According to Planned Parenthood, a “levonorgestrel morning-after pill like Plan B One Step, Take Action, My Way, and AfterPill can lower your chance of getting pregnant by 75-89% if you take it within 3 days after unprotected sex.”

“You can take Plan B, My Way, and other levonorgestrel morning-after pills up to 5 days after unprotected sex. But the longer you wait to take it, the less effective it is,” Planned Parenthood reports.

According to the New York Times, some other colleges have vending machines “stocked with the morning-after pill,” including Stanford University, the University of California, Santa Barbara and the University of California, Davis.

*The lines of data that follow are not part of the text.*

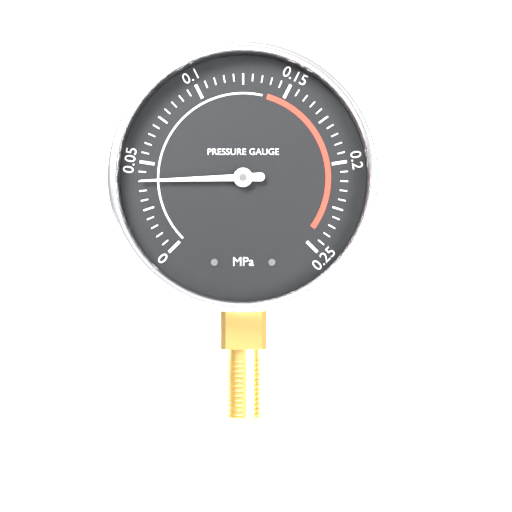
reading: 0.040 MPa
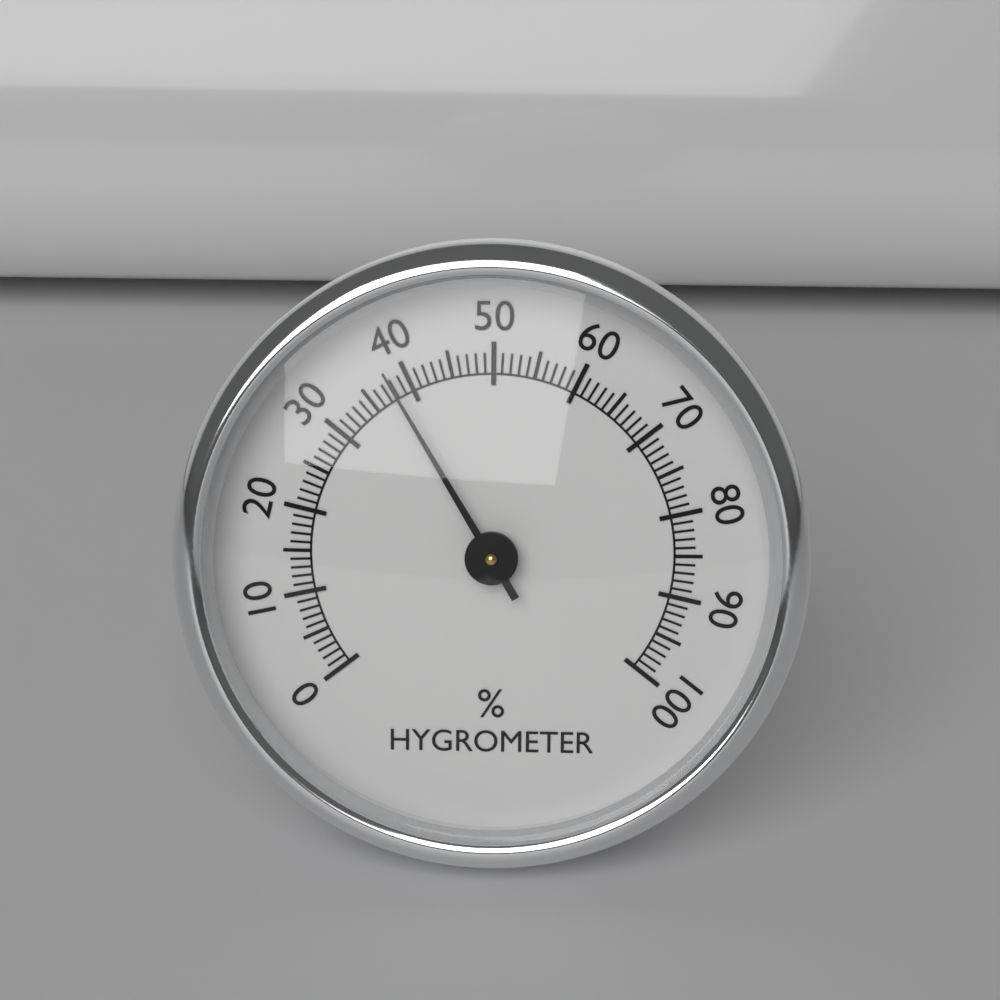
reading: 38 %
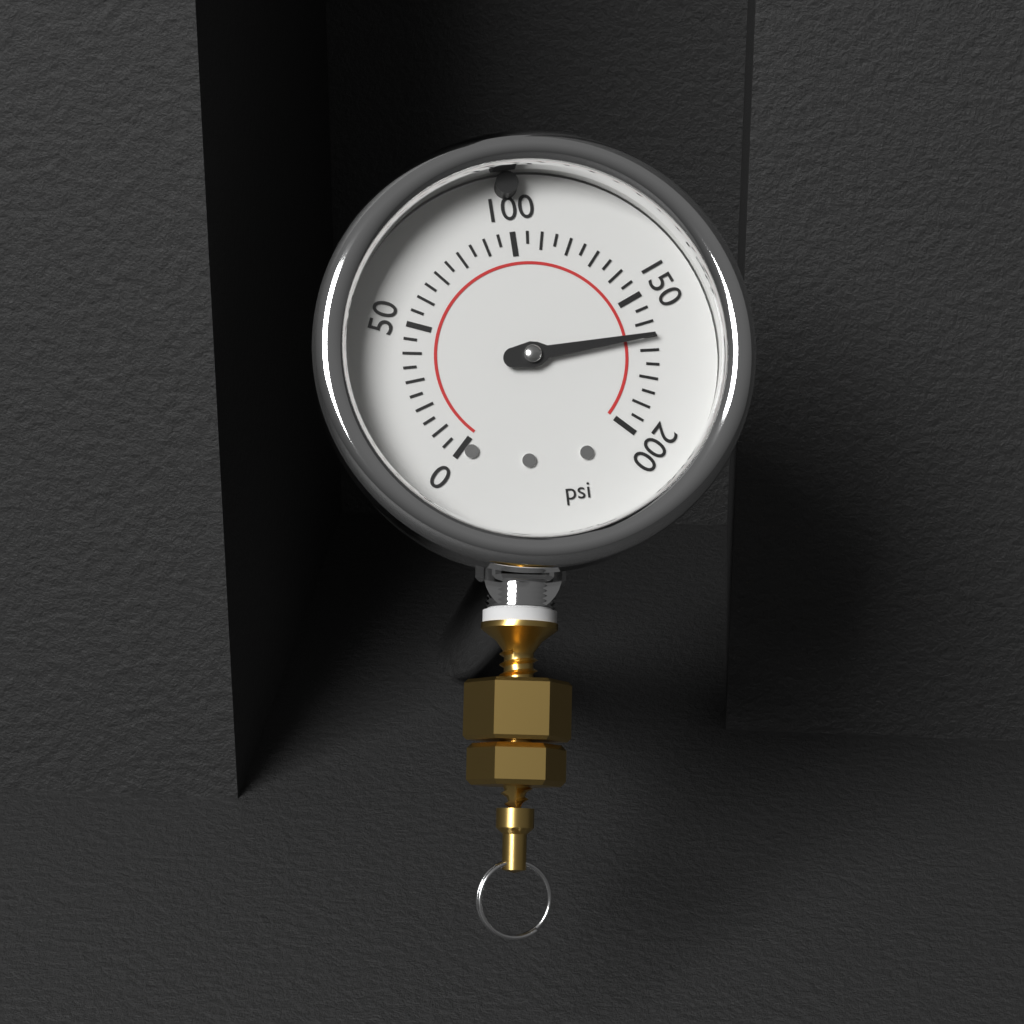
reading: 165 psi
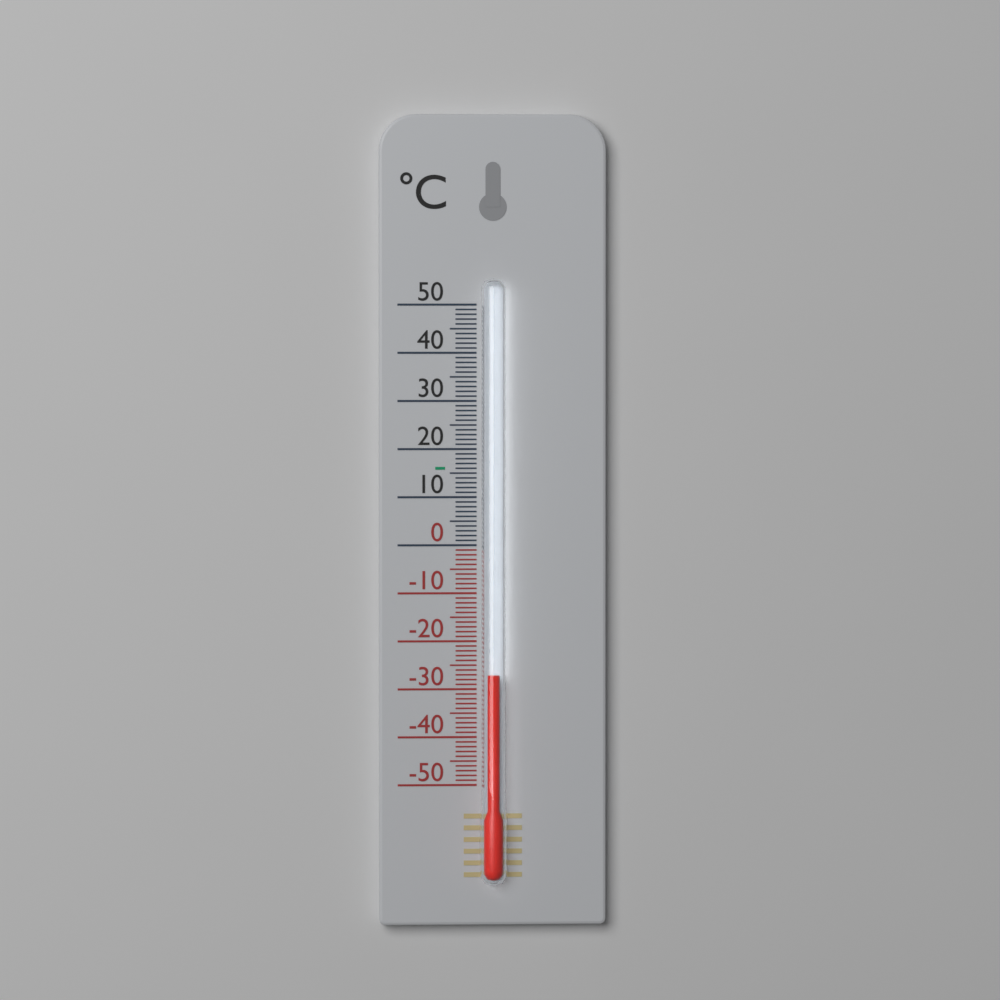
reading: -27 °C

Grace Cheung ’21, who first proposed the idea of a Plan B vending machine last fall, emphasized that unprotected sex frequently occurs on campus and purchasing emergency contraception can be an inconvenient and “humiliating process.” Cheung also noted that documents on the Yale Health website present unclear information about emergency contraception.

Issues about contraception availability remain on the national radar as, for instance, the Trump administration wants to issue regulations that would expand religious and moral exemptions for covering birth control in employer health insurance plans, a move that critics say would limit women’s access to contraception,” according to the Washington Post.

Further, reproductive-rights groups criticized Judge Brett Kavanaugh after “he seemingly referred to some forms of birth control as ‘abortion-inducing drugs’ during his confirmation hearing for the Supreme Court, Business Insider reported.